New England Emigrant Aid Company
NEW ENGLAND EMIGRANT AID COMPANY
NEW ENGLAND EMIGRANT AID COMPANY. Founded by Eli Thayer, of Worcester, Massachusetts, and seeking to assist Northern emigrants to settle in the West, mainly in the Kansas territory, the New England Emigrant Aid Company was incorporated as the Massachusetts Emigrant Aid Company on 26 April 1854; it changed its name in February 1855. Thayer and his supporters were alarmed that the Kansas-Nebraska Act of 1854, which overturned a territorial ban on slavery imposed by the Missouri Compromise of 1820, would close off economic opportunities to non-slaveholding laborers and immigrants. The Company was both a philanthropic undertaking and a money-making operation. It solicited investors and negotiated discounted transportation, provided conductors, and financed construction of hotels, schools, churches, and mills. Its expenditures totaled approximately $192,000. Company-backed settlers who went to Kansas, some three thousand in all, founded Lawrence, named for Amos A. Lawrence, the Massachusetts anti-slavery captain of industry and largest financial backer of the Company; Topeka; Manhattan; and Osawatomie, a town made famous when the zealot John Brown fought proslavery forces in its vicinity. The Company involved itself in the Kansas free-state movement by dispatching antislavery political advice and covertly supplying settlers with hundreds of the deadly Sharps breechloading rifle as well as cannons and a howitzer. When these operations were discovered they outraged proslavery forces, as well as the Democratic administration of Franklin Pierce. In the fight to determine whether Kansas would enter the Union slave or free, proslavery Missourians pointed to the Company's covert operations to justify their fraudulent voting. On the other hand, the rising Republican Party used the controversy surrounding the Company to build momentum. By 1857 settlement in Kansas by free labor migrants had grown to the thousands and the Company's efforts subsided. In 1861 the Company's assets, valued at $100,000, were liquidated to pay debts. During and after the Civil War the Company funded token efforts to establish colonies in Oregon and Florida.
BIBLIOGRAPHY
Johnson, Samuel A. Battle Cry of Freedom: The New England Emigrant Aid Company in the Kansas Crusade. 1954. Reprint, Westport, Conn: Greenwood Press, 1977.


Exercise objective: Nothing but a number is wanted here: the tally of lines in the material below that include "Commander".

Data extracts:
═══

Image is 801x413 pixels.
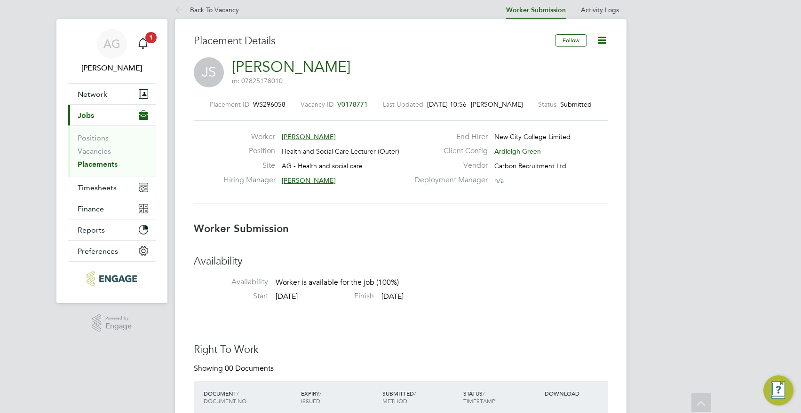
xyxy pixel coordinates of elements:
[105,315,132,323] span: Powered by
[494,147,541,156] span: Ardleigh Green
[103,38,120,50] span: AG
[276,292,298,302] span: [DATE]
[78,226,105,235] span: Reports
[201,385,299,410] div: DOCUMENT
[461,385,542,410] div: STATUS
[223,132,275,142] label: Worker
[92,315,132,333] a: Powered byEngage
[194,57,224,87] span: JS
[145,32,157,43] span: 1
[427,100,471,109] span: [DATE] 10:56 -
[194,34,548,48] h3: Placement Details
[78,90,107,99] span: Network
[555,34,587,47] button: Follow
[253,100,286,109] span: WS296058
[299,385,380,410] div: EXPIRY
[494,176,504,185] span: n/a
[276,278,399,287] span: Worker is available for the job (100%)
[194,343,608,357] h3: Right To Work
[78,111,94,120] span: Jobs
[223,146,275,156] label: Position
[68,105,156,126] button: Jobs
[409,175,488,185] label: Deployment Manager
[383,100,423,109] label: Last Updated
[560,100,592,109] span: Submitted
[56,19,167,303] nav: Main navigation
[581,6,619,14] a: Activity Logs
[542,385,607,402] div: DOWNLOAD
[381,292,404,302] span: [DATE]
[223,161,275,171] label: Site
[282,147,399,156] span: Health and Social Care Lecturer (Outer)
[494,162,566,170] span: Carbon Recruitment Ltd
[483,390,485,397] span: /
[68,220,156,240] button: Reports
[380,385,461,410] div: SUBMITTED
[68,199,156,219] button: Finance
[232,58,350,76] a: [PERSON_NAME]
[87,271,137,286] img: carbonrecruitment-logo-retina.png
[194,364,276,374] div: Showing
[78,183,117,192] span: Timesheets
[68,84,156,104] button: Network
[78,247,118,256] span: Preferences
[78,160,118,169] a: Placements
[494,133,571,141] span: New City College Limited
[282,133,336,141] span: [PERSON_NAME]
[78,134,109,143] a: Positions
[78,147,111,156] a: Vacancies
[68,63,156,74] span: Ajay Gandhi
[225,364,274,373] span: 00 Documents
[68,29,156,74] a: AG[PERSON_NAME]
[194,278,268,287] label: Availability
[763,376,794,406] button: Engage Resource Center
[68,177,156,198] button: Timesheets
[506,6,566,14] a: Worker Submission
[68,126,156,177] div: Jobs
[210,100,249,109] label: Placement ID
[282,162,363,170] span: AG - Health and social care
[134,29,152,59] a: 1
[319,390,321,397] span: /
[68,241,156,262] button: Preferences
[471,100,523,109] span: [PERSON_NAME]
[538,100,556,109] label: Status
[409,161,488,171] label: Vendor
[175,6,239,14] a: Back To Vacancy
[194,255,608,269] h3: Availability
[204,397,248,405] span: DOCUMENT NO.
[300,292,374,302] label: Finish
[301,397,320,405] span: ISSUED
[337,100,368,109] span: V0178771
[78,205,104,214] span: Finance
[223,175,275,185] label: Hiring Manager
[194,292,268,302] label: Start
[382,397,407,405] span: METHOD
[68,271,156,286] a: Go to home page
[463,397,495,405] span: TIMESTAMP
[237,390,238,397] span: /
[282,176,336,185] span: [PERSON_NAME]
[301,100,334,109] label: Vacancy ID
[232,77,283,85] span: m: 07825178010
[414,390,416,397] span: /
[105,323,132,331] span: Engage
[409,146,488,156] label: Client Config
[409,132,488,142] label: End Hirer
[194,222,289,235] b: Worker Submission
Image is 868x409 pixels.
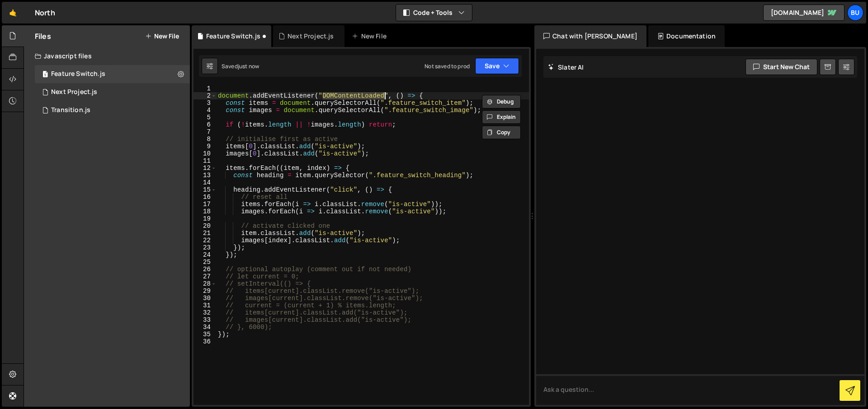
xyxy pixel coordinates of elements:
[193,136,217,143] div: 8
[193,107,217,114] div: 4
[847,5,863,21] a: Bu
[534,25,646,47] div: Chat with [PERSON_NAME]
[482,95,521,108] button: Debug
[193,281,217,288] div: 28
[193,244,217,252] div: 23
[475,58,519,74] button: Save
[193,128,217,136] div: 7
[193,150,217,157] div: 10
[221,62,259,70] div: Saved
[206,31,260,41] div: Feature Switch.js
[43,72,48,79] span: 1
[193,121,217,128] div: 6
[193,143,217,150] div: 9
[35,7,55,18] div: North
[35,31,51,41] h2: Files
[193,194,217,201] div: 16
[548,63,584,72] h2: Slater AI
[193,99,217,107] div: 3
[193,165,217,172] div: 12
[193,172,217,179] div: 13
[482,110,521,124] button: Explain
[238,62,259,70] div: just now
[193,331,217,338] div: 35
[746,59,817,75] button: Start new chat
[193,201,217,208] div: 17
[51,107,91,114] div: Transition.js
[145,33,179,40] button: New File
[35,83,190,101] div: 17234/47949.js
[193,179,217,186] div: 14
[193,295,217,302] div: 30
[193,92,217,99] div: 2
[424,62,470,70] div: Not saved to prod
[2,2,24,24] a: 🤙
[35,65,190,83] div: 17234/48014.js
[648,25,725,47] div: Documentation
[193,302,217,310] div: 31
[193,230,217,237] div: 21
[51,70,105,78] div: Feature Switch.js
[24,47,190,65] div: Javascript files
[193,215,217,223] div: 19
[396,5,472,21] button: Code + Tools
[193,324,217,331] div: 34
[763,5,844,21] a: [DOMAIN_NAME]
[193,114,217,121] div: 5
[193,237,217,244] div: 22
[51,88,97,96] div: Next Project.js
[288,31,334,41] div: Next Project.js
[193,252,217,259] div: 24
[193,157,217,165] div: 11
[193,310,217,317] div: 32
[193,288,217,295] div: 29
[193,208,217,215] div: 18
[35,101,190,120] div: 17234/47687.js
[193,273,217,281] div: 27
[193,266,217,273] div: 26
[482,125,521,139] button: Copy
[193,85,217,92] div: 1
[193,317,217,324] div: 33
[193,223,217,230] div: 20
[193,338,217,346] div: 36
[193,259,217,266] div: 25
[193,186,217,194] div: 15
[351,31,389,41] div: New File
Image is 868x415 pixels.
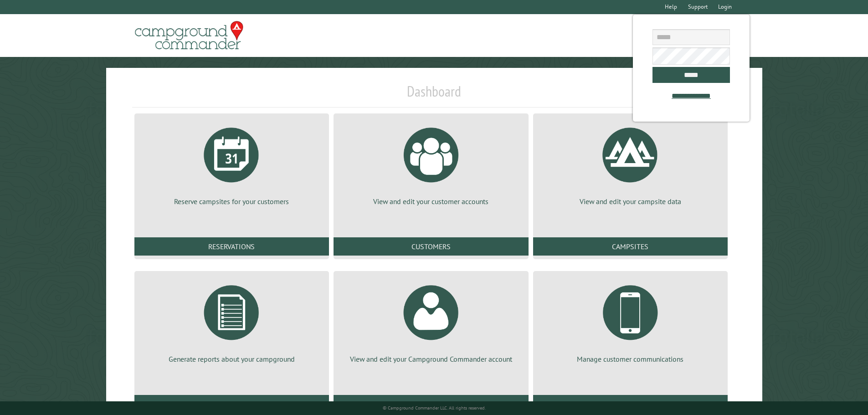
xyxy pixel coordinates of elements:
[134,395,329,413] a: Reports
[383,405,486,410] small: © Campground Commander LLC. All rights reserved.
[145,354,318,364] p: Generate reports about your campground
[134,237,329,255] a: Reservations
[344,278,517,364] a: View and edit your Campground Commander account
[344,120,517,206] a: View and edit your customer accounts
[145,120,318,206] a: Reserve campsites for your customers
[145,278,318,364] a: Generate reports about your campground
[544,354,717,364] p: Manage customer communications
[544,278,717,364] a: Manage customer communications
[533,395,727,413] a: Communications
[145,196,318,206] p: Reserve campsites for your customers
[544,120,717,206] a: View and edit your campsite data
[544,196,717,206] p: View and edit your campsite data
[132,18,246,53] img: Campground Commander
[132,83,737,107] h1: Dashboard
[344,196,517,206] p: View and edit your customer accounts
[334,395,528,413] a: Account
[334,237,528,255] a: Customers
[344,354,517,364] p: View and edit your Campground Commander account
[533,237,727,255] a: Campsites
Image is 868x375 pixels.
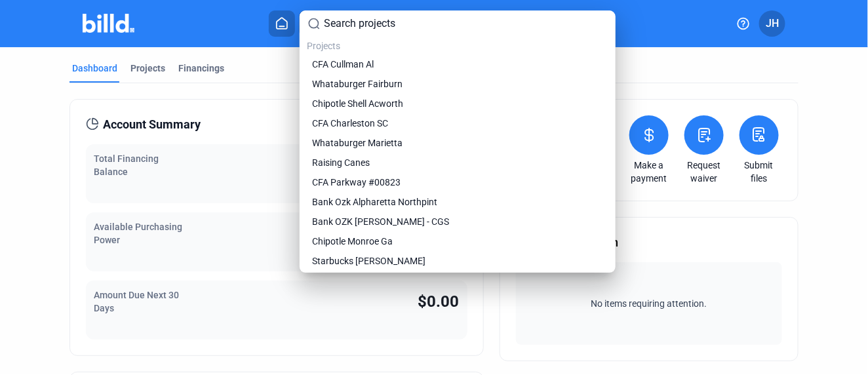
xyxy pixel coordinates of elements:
[313,97,404,110] span: Chipotle Shell Acworth
[313,195,438,208] span: Bank Ozk Alpharetta Northpint
[313,235,393,248] span: Chipotle Monroe Ga
[313,176,401,189] span: CFA Parkway #00823
[325,16,608,31] input: Search projects
[313,136,404,149] span: Whataburger Marietta
[313,77,404,90] span: Whataburger Fairburn
[308,40,341,51] span: Projects
[313,116,389,130] span: CFA Charleston SC
[313,57,375,70] span: CFA Cullman Al
[313,254,426,268] span: Starbucks [PERSON_NAME]
[313,156,371,169] span: Raising Canes
[313,215,450,228] span: Bank OZK [PERSON_NAME] - CGS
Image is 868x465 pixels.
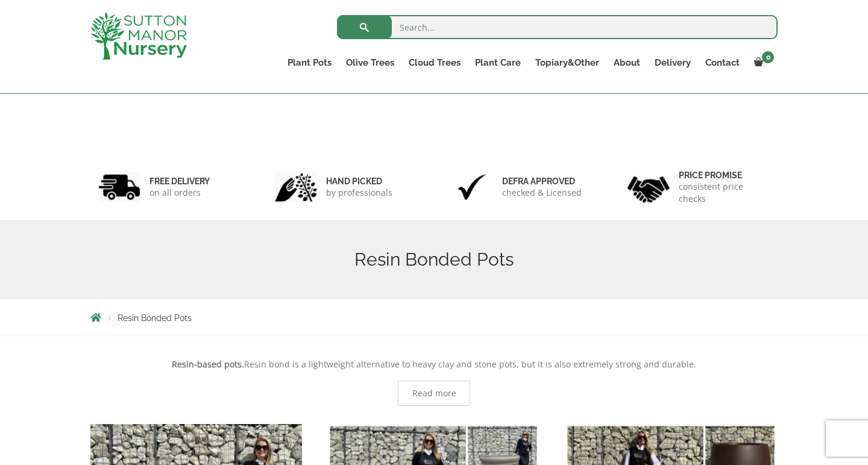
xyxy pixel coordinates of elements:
[275,172,317,203] img: 2.jpg
[280,54,339,71] a: Plant Pots
[326,187,393,199] p: by professionals
[172,358,244,370] strong: Resin-based pots.
[149,187,210,199] p: on all orders
[607,54,647,71] a: About
[91,12,187,60] img: logo
[91,357,778,372] p: Resin bond is a lightweight alternative to heavy clay and stone pots, but it is also extremely st...
[528,54,607,71] a: Topiary&Other
[762,51,774,63] span: 0
[679,181,771,205] p: consistent price checks
[401,54,468,71] a: Cloud Trees
[451,172,493,203] img: 3.jpg
[502,176,582,187] h6: Defra approved
[647,54,698,71] a: Delivery
[339,54,401,71] a: Olive Trees
[326,176,393,187] h6: hand picked
[91,312,778,322] nav: Breadcrumbs
[468,54,528,71] a: Plant Care
[413,389,457,398] span: Read more
[502,187,582,199] p: checked & Licensed
[91,248,778,270] h1: Resin Bonded Pots
[98,172,141,203] img: 1.jpg
[679,170,771,181] h6: Price promise
[747,54,778,71] a: 0
[117,313,192,323] span: Resin Bonded Pots
[698,54,747,71] a: Contact
[337,15,778,39] input: Search...
[627,169,670,205] img: 4.jpg
[149,176,210,187] h6: FREE DELIVERY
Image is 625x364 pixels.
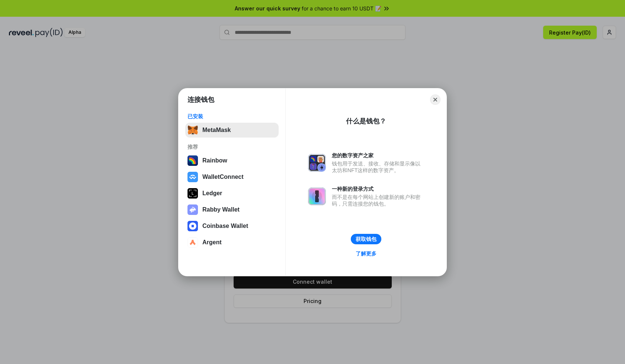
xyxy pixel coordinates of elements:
[202,157,227,164] div: Rainbow
[351,249,381,258] a: 了解更多
[185,169,279,184] button: WalletConnect
[185,123,279,137] button: MetaMask
[185,186,279,201] button: Ledger
[185,235,279,250] button: Argent
[346,117,386,126] div: 什么是钱包？
[188,237,198,248] img: svg+xml,%3Csvg%20width%3D%2228%22%20height%3D%2228%22%20viewBox%3D%220%200%2028%2028%22%20fill%3D...
[188,188,198,198] img: svg+xml,%3Csvg%20xmlns%3D%22http%3A%2F%2Fwww.w3.org%2F2000%2Fsvg%22%20width%3D%2228%22%20height%3...
[356,250,376,257] div: 了解更多
[188,95,214,104] h1: 连接钱包
[185,202,279,217] button: Rabby Wallet
[202,239,222,246] div: Argent
[332,152,424,159] div: 您的数字资产之家
[356,236,376,242] div: 获取钱包
[185,153,279,168] button: Rainbow
[202,206,240,213] div: Rabby Wallet
[185,218,279,234] button: Coinbase Wallet
[188,125,198,136] img: svg+xml,%3Csvg%20fill%3D%22none%22%20height%3D%2233%22%20viewBox%3D%220%200%2035%2033%22%20width%...
[188,113,276,120] div: 已安装
[188,205,198,215] img: svg+xml,%3Csvg%20xmlns%3D%22http%3A%2F%2Fwww.w3.org%2F2000%2Fsvg%22%20fill%3D%22none%22%20viewBox...
[202,223,248,229] div: Coinbase Wallet
[188,143,276,150] div: 推荐
[308,188,326,205] img: svg+xml,%3Csvg%20xmlns%3D%22http%3A%2F%2Fwww.w3.org%2F2000%2Fsvg%22%20fill%3D%22none%22%20viewBox...
[188,172,198,182] img: svg+xml,%3Csvg%20width%3D%2228%22%20height%3D%2228%22%20viewBox%3D%220%200%2028%2028%22%20fill%3D...
[351,234,381,244] button: 获取钱包
[332,160,424,174] div: 钱包用于发送、接收、存储和显示像以太坊和NFT这样的数字资产。
[430,94,440,105] button: Close
[188,156,198,166] img: svg+xml,%3Csvg%20width%3D%22120%22%20height%3D%22120%22%20viewBox%3D%220%200%20120%20120%22%20fil...
[308,154,326,172] img: svg+xml,%3Csvg%20xmlns%3D%22http%3A%2F%2Fwww.w3.org%2F2000%2Fsvg%22%20fill%3D%22none%22%20viewBox...
[202,190,222,197] div: Ledger
[202,174,244,180] div: WalletConnect
[332,194,424,207] div: 而不是在每个网站上创建新的账户和密码，只需连接您的钱包。
[332,185,424,192] div: 一种新的登录方式
[202,127,231,133] div: MetaMask
[188,221,198,231] img: svg+xml,%3Csvg%20width%3D%2228%22%20height%3D%2228%22%20viewBox%3D%220%200%2028%2028%22%20fill%3D...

═══

Result: 4